Players not included in Heyneke Meyer's extended squad could yet play for the Springboks this year, writes MARK KEOHANE in Business Day newspaper.
Take a deep breath, pause and then breathe again. No need, just yet, for the hysterical or for spitting the dummy. No need, just yet, for dismissing the Springboks’ World Cup challenge on the basis of Heyneke Meyer’s 49-strong Bok squad.
Reserve all judgement on the Boks’ World Cup prospects until Meyer confirms the 31 that will present the South African challenge in England.
Meyer, the primary selector, would have stunned many with a squad that excluded Vodacom Bulls’ Springboks Pierre Spies and Francois Hougaard. Spies and Hougaard played in the 2011 World Cup and both were considered among Meyer’s favourites when he coached the Bulls for a decade.
Both would add value to any Springbok World Cup squad. That’s my view – and I know it’s not a view very popular with SA’s rugby public outside Pretoria.
Spies has been the target of everyone for being a ruck inspector and for not being good enough. I have, and always will maintain that Spies, if used correctly for his athletic ability, would add value to any extended squad and match-day 23.
He's a player who needs to play off the shoulder of a bruiser at No 8 if he is a flank starting option, alternatively a No 8 who plays off the shoulder of a bruiser at closed side flank. His best role currently in a national context would be off the bench because of his versatility to play 6, 7 and 8, cover as a No 5 lock and even be played on the wing – a situation which allows for a six-two forwards and backs substitutes’ bench.
Hougaard, who can cover 9, 11 and 14, is another player whose strength is what he brings to a match squad, as opposed to a starting XV.
The game has long since evolved from 15 plays 15. It’s a 23-man effort that wins big Tests and the biggest tournaments. The quality of the substitutes bench is what separates the very best from the occasional best. The top eight teams at the World Cup are evenly weighted when the starting XVs are compared, but it’s who wears numbers 16-23 who will prove the definitive factor.
Meyer knows more than any coach the strengths and weakness of Spies and Hougaard, and he has always believed there to be more strength than vulnerability. Many are applauding the exclusion of the duo.
Spies, in particular, is regularly mocked on social media forums by the bloke who has never held a rugby ball to the bloke who wore the same Springbok number on his back.
Each to his own, but I have a suspicion Meyer will still include both players in his final 31.
Meyer’s squad of 49 includes 13 injured players who are unlikely to play Test rugby in the next month. Of those 13, a big percentage will go to the World Cup.
Meyer knows who his ideal match 23 is and he also knows injuries will prevent him from ever selecting his preferred 23.
Meyer also has the responsibility to transformation. Like it or not, there is a count between white and black.
Like it or not, there is a minimum black quota in terms of the World Cup selection. It’s not to say the black player picked is inferior in any way to the white player, but the apathy in regional and national selections when it comes to transformation since 1995 means Meyer can’t simply apply a selection rationale that favours his gut instinct as head coach.
There will be black players whose selections will be debated; equally, white players.
So it isn’t as simple as quotas denying a white player. The debate over Jaco Kriel, for example, can easily be conducted without bringing race into it.
Kriel was the best loose forward in the 2014 Currie Cup and consistently has been the best performing South African flanker in this year’s Super Rugby tournament.
A place should have been found for him in a squad of 49 – and I still think we’ll see him in green and gold before the end of the Rugby Championship.
Meyer’s squad is consistent with selections he has made in the three years of coaching the Boks, but it’s not the World Cup 31.
And until that selection is made, all talk of the Springboks’ World Cup prospects is premature.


_Instructions for the task:_
From the line that contains "You are a GUI" through the line that contains "Image resolution: width=1497", output every line of the listing below exactly and leave out all the rest.

_Supplied data:_
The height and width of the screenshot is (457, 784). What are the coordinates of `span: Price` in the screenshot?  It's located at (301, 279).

---

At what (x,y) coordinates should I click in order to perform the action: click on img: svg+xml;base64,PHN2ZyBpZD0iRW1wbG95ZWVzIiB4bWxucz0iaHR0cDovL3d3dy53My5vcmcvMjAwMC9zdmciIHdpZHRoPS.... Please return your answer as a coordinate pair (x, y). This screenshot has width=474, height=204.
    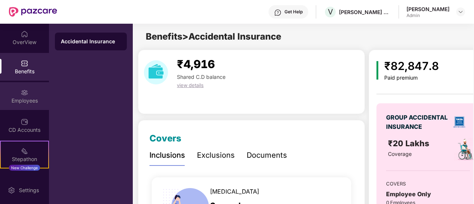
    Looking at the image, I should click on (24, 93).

* * *

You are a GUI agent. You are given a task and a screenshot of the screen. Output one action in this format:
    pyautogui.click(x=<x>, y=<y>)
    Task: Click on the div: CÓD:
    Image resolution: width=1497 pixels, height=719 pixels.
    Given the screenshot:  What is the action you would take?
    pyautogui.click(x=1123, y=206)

_Exercise answer:_
You are a GUI agent. You are given a task and a screenshot of the screen. Output one action in this format:
    pyautogui.click(x=<x>, y=<y>)
    Task: Click on the div: CÓD:
    Image resolution: width=1497 pixels, height=719 pixels.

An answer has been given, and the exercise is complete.